As EHRs come to be expected in the clinical care setting, they have mostly lost their "novelty" quality, and vendors and providers are trying to figure out how to best optimize and leverage this technology to significantly improve patient care throughout the care continuum. The usability and optimization of EHRs was a key theme to emerge from a panel discussion at the Becker's Hospital Review 2nd Annual CIO/HIT + Revenue Cycle Conference Thursday in Chicago.
Around 10 to 15 years ago, EHRs were seen as a sort of novelty, and systems that offered one type of platform like computerized physician order entry may not have offered much else, said David Higginson, executive vice president, chief administrative officer and CIO of Phoenix Children's Hospital. But with federal dollars on the table, adopting EHRs became, for the most part, an accepted form of doing business, he said.

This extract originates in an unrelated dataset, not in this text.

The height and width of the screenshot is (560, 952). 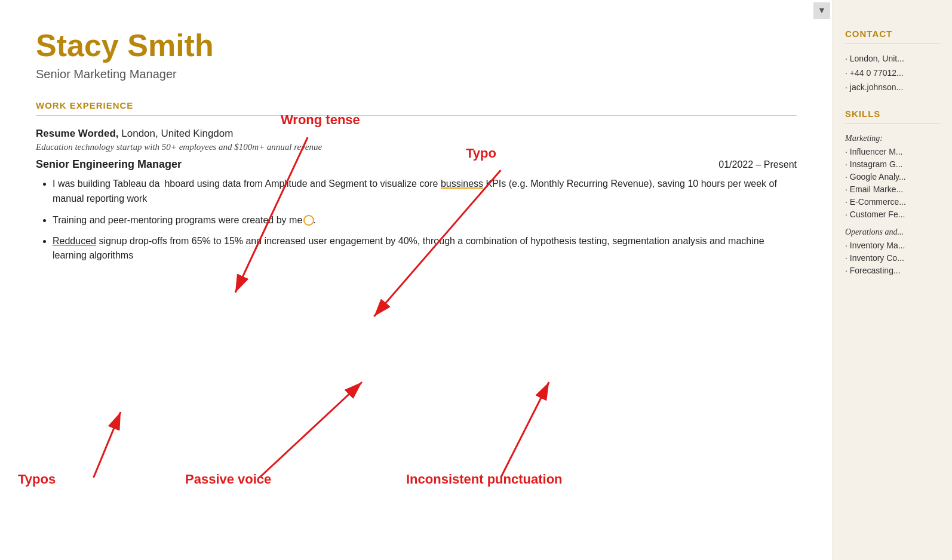 What do you see at coordinates (892, 59) in the screenshot?
I see `contact-item-1: · London, Unit...` at bounding box center [892, 59].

Prior to meaningful use, physicians could push back against adopting the technology if they wanted to. "With MU dollars made available and money to be lost, it became a conversation of, 'We have to have this. Let's just get one in and then we'll move on from there,'" Mr. Higginson said.

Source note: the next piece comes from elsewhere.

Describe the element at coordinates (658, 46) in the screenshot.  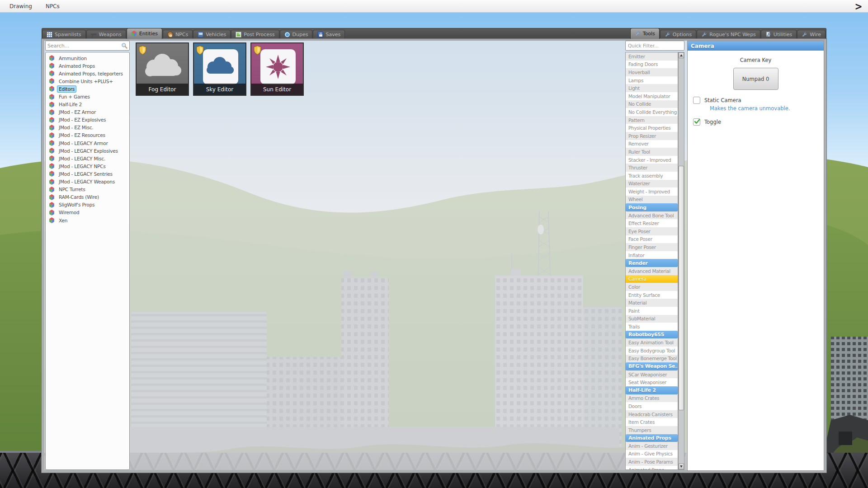
I see `quick-filter-input` at that location.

Jonathan Feit, co-founder and CEO of Beyond Lucid Technologies, agreed. He said while meaningful use was the starting point for implementing EHRs in hospitals and physician offices, other parts of the healthcare continuum, like prehospital care, are now being integrated into the overall EHR conversation. Beyond Lucid Technologies develops software to connect prehospital care data with acute care providers.
Previously, Mr. Feit said prehospital care has largely been excluded from data-sharing initiatives with primary care providers and hospitals. Now, however, that is changing. "Other parts of the healthcare continuum are being brought in, which has really interesting implications when you start looking at folks like prehospital care, which is not necessarily seen as endemic to care," Mr. Feit said. "It's seen as a feeder into the care system. Now we're realizing [it provides] a lot of information that's valuable to the clinical context."
Now that more segments of the care continuum are connected, the focus is turning to usability. Once platforms can draw and connect data from EMS, primary care providers and post-acute care, what does an EHR look like that delivers those needs but is also easily usable?
Mr. Higginson said an ideal EHR is one where the technology is working in the background of care. "My sense is that the EHR is only there as a tool to serve. In a perfect world, it's not very visible to the clinician or people giving care anywhere in the care process," he said. Conversely, the least ideal scenario would be seeing a physician with a laptop, he said.
What's more, the information needs to be able to move. This is a new area of convergence between health IT and emergency services, according to Mr. Feit, who said interoperability and emergency services have only come together in recent discussions of readmission avoidance.
Many specialties and arenas of care have specialty and niche EHRs, which he said runs contrary to the idea of interoperability, and providers spend more time using the individual record systems. It's not an ideal way to utilize resources.
To address some of the issues in health IT and reach the point of ideal usability, Mr. Higginson said much of the impetus is on the vendors, and mentioned vendors' proprietary interests and the difficulties of innovating today.
First, the agents of innovation regarding EHRs and IT systems need to come from the end users, not the vendors themselves or even CIOs, according to Mr. Higginson. He said as CIO he doesn't log onto the EHR because he doesn't use it day-to-day, and as such, he can't be the one identifying what needs to change.
Second, Mr. Higginson said vendors face significant challenges with building IT systems in the way users want them. Many big EHRs were initially built as billing systems and weren't constructed to continue to build out features. Shifting focus to caring for patients is a challenge for vendors, and the financial incentive to do so isn't very strong, he said. "I struggle to see where the next innovation is going to come from," he said.
Mr. Feit discussed vendor responsibility in terms of reforming how healthcare facilities procure technology. The politics of selecting technology come into play, he said, and ripping and replacing systems can be a daunting plan for hospitals. The current model, he said, is "Once you're in, you're in, which is the opposite of promoting innovation." The politics of changing vendors is significant, and removing a platform requires "a lot of political capital…plus real capital, too," Mr. Feit said.